Danny Elfman and Steve Bartek. Two names that you probably don’t know, but keys to immortalize with their music one of the most remembered suspense scenes in cinema and one of the most identified with Psycho. Not the original 1960 feature film, but the remake released 38 years after Alfred Hitchcock’s masterpiece.
That music that accompanies Anne Hechewho played Marion Crane in the 1998 version of Psychosis, is from the seal of the “Master of suspense”. The music, the close-ups, the subjective shots and two cars: one followed and the other behind without missing a beat. Resources of the trade that we saw in films like Vertigo and North by Northwest.
In the case of the film directed by Gus Van Sant, when Marion Crane is driving with the stolen $400,000 and is discovered by her boss, when an Arizona police officer drives his patrol car to stop her on the highway, the suspect takes the urgent decision to exchange your vehicle at a used dealer.
There, the character of Heche change your Ford Taurus 1993 for a 1989 Volvo 740, a model from the Swedish firm that hit the market that year with innovations for the range. Inside the luxurious bodywork, as indicated by the “4” in its name, a four cylinder enginewhich had meant an evolution in relation to the 760 at the beginning of the ’80s.
But the novelty, in that 1989 Volvo, was the resounding change of its engine. That “red block”, because of the color of the engine” was now manufactured with 16 valves and produced 155 horsepower. Thus, the Volvo 740 GTL 16V 1989 was incorporated into the 740 range until 1992, the year in which the model was replaced by the firm by the 940.
It is true that Anne Heche, with her performance in Psycho, managed to introduce Volvo to the list of the most iconic scenes in cinema. However, Van Sant’s film received negative reviews to the point of obtaining two Golden Raspberry Awards -Anti-Oscar Awards-, one of them for Gus Van Sant as Worst Director. Heche, meanwhile, was nominated for Worst Actress. How will Volvo have reacted to it? Only the Swedes know.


> **REQUIRED WORK**
Skip the pictures. Quote every line below, exactly, from the one with "Identify the location" through the final line.

> **AVAILABLE RECORDS**

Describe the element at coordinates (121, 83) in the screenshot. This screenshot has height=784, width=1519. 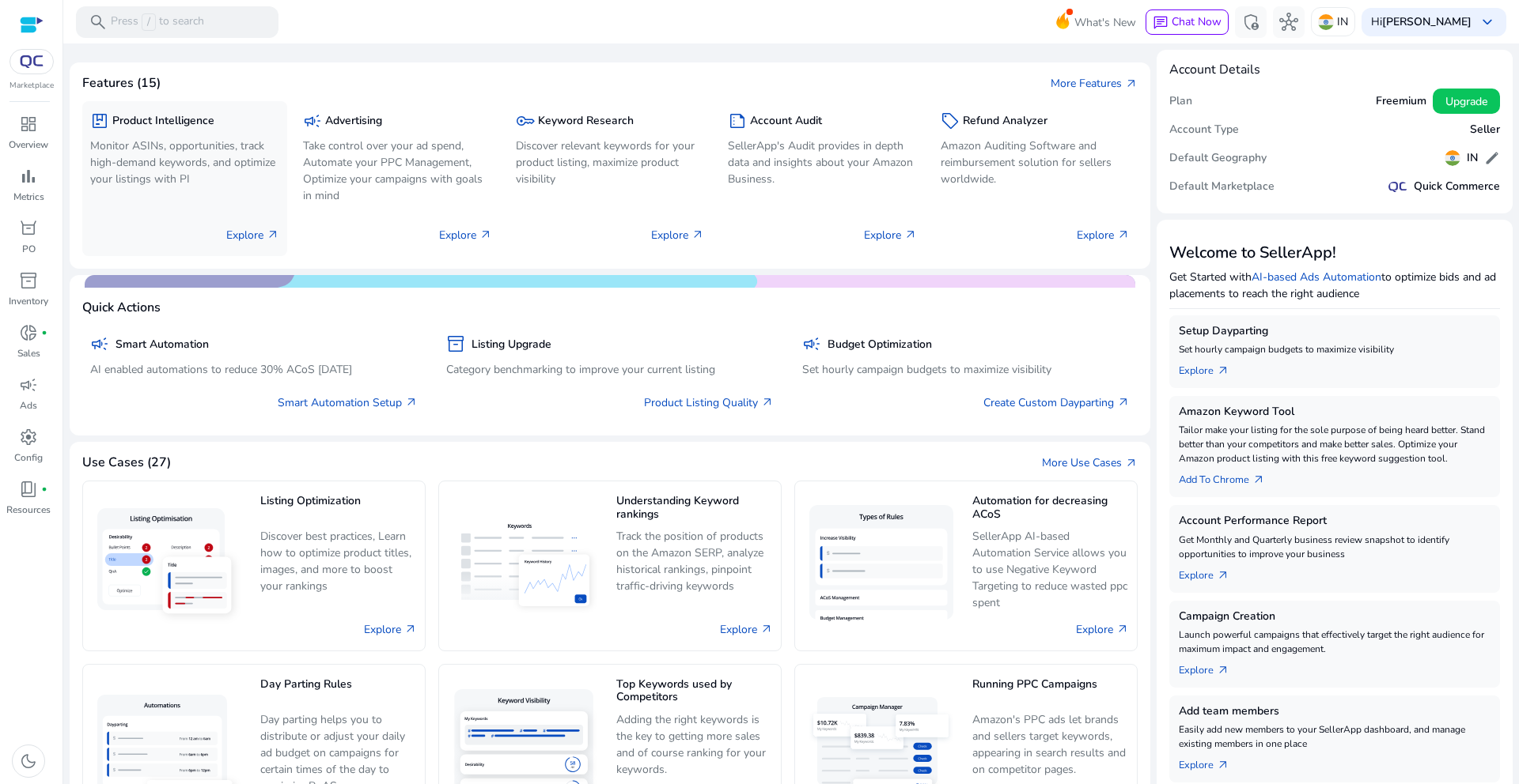
I see `h4: Features (15)` at that location.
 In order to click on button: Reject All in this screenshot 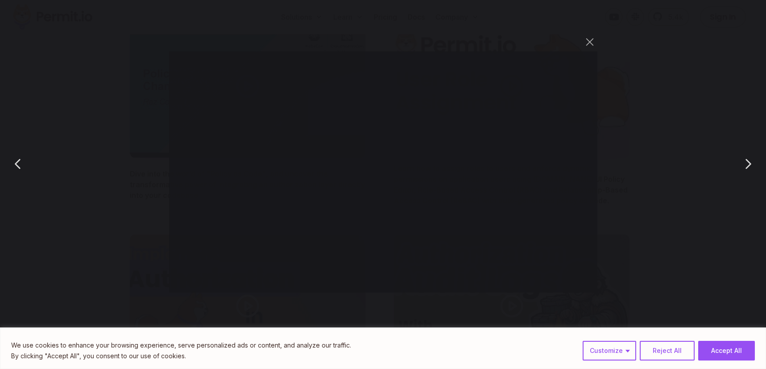, I will do `click(667, 350)`.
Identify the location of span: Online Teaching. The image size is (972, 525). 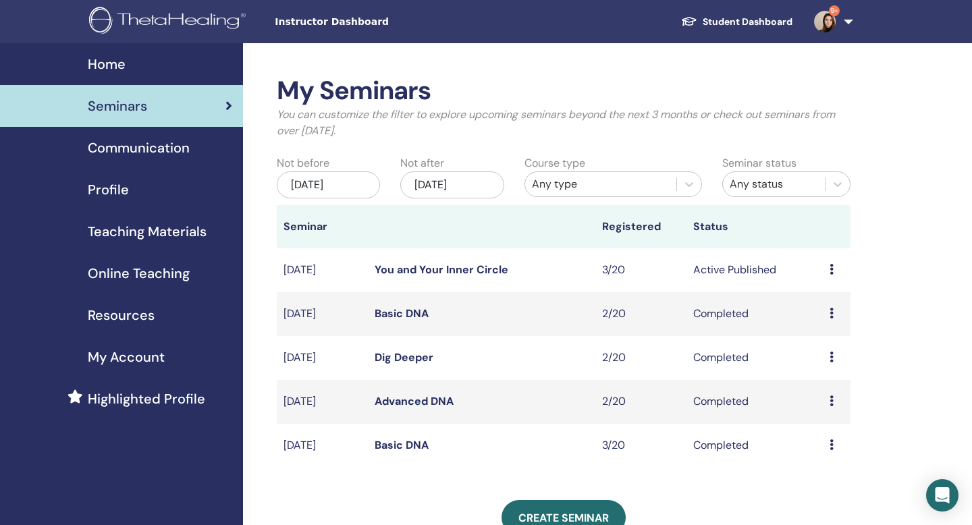
(138, 273).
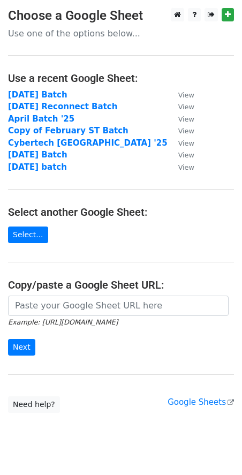  I want to click on h3: Choose a Google Sheet, so click(121, 16).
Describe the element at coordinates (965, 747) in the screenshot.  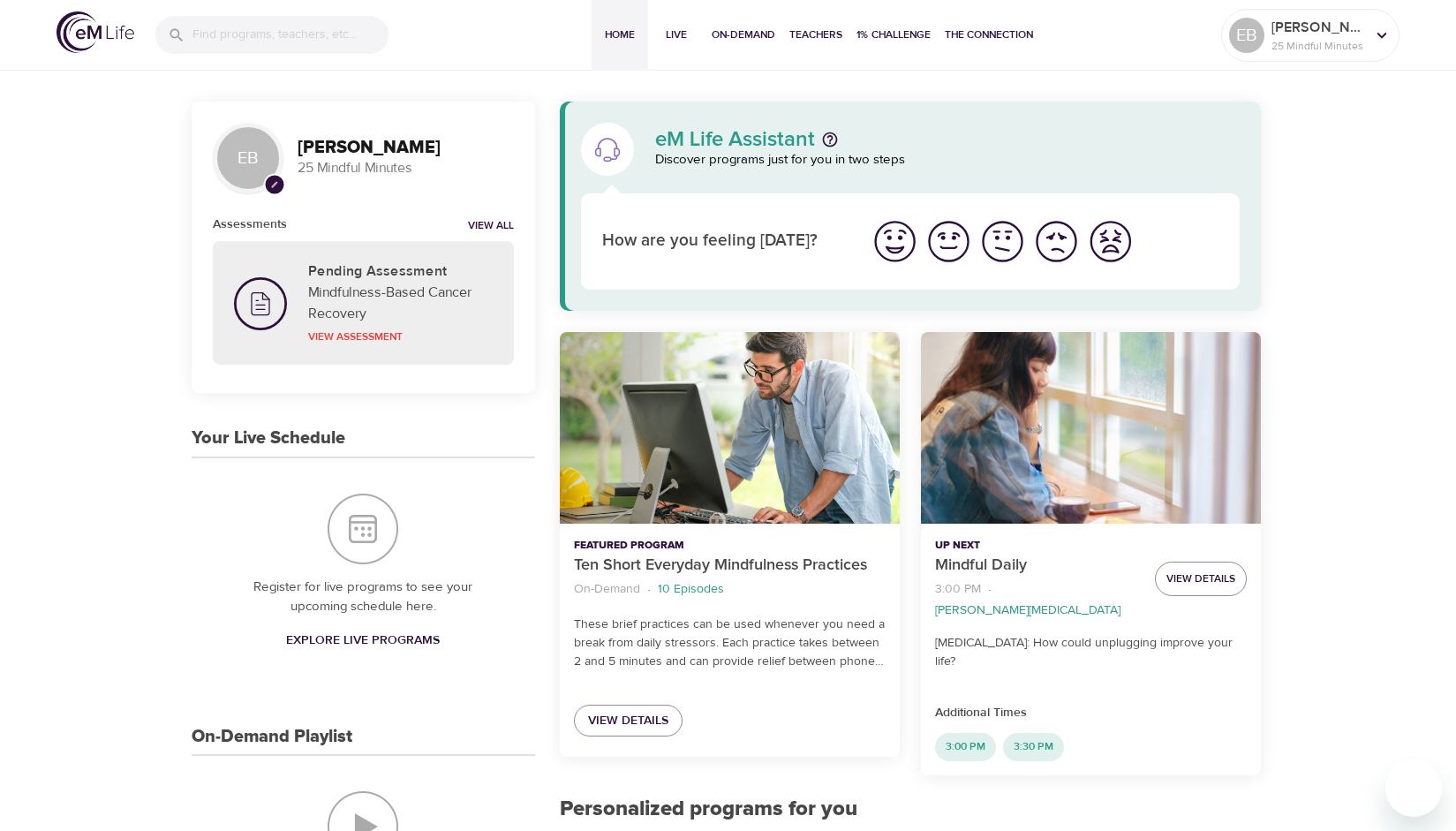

> **RESULT OF THE EXERCISE**
Identify the location of span: Online Teaching. The image size is (972, 525). 
(138, 273).
  I want to click on h3: Choose a Google Sheet, so click(121, 16).
Describe the element at coordinates (965, 747) in the screenshot.  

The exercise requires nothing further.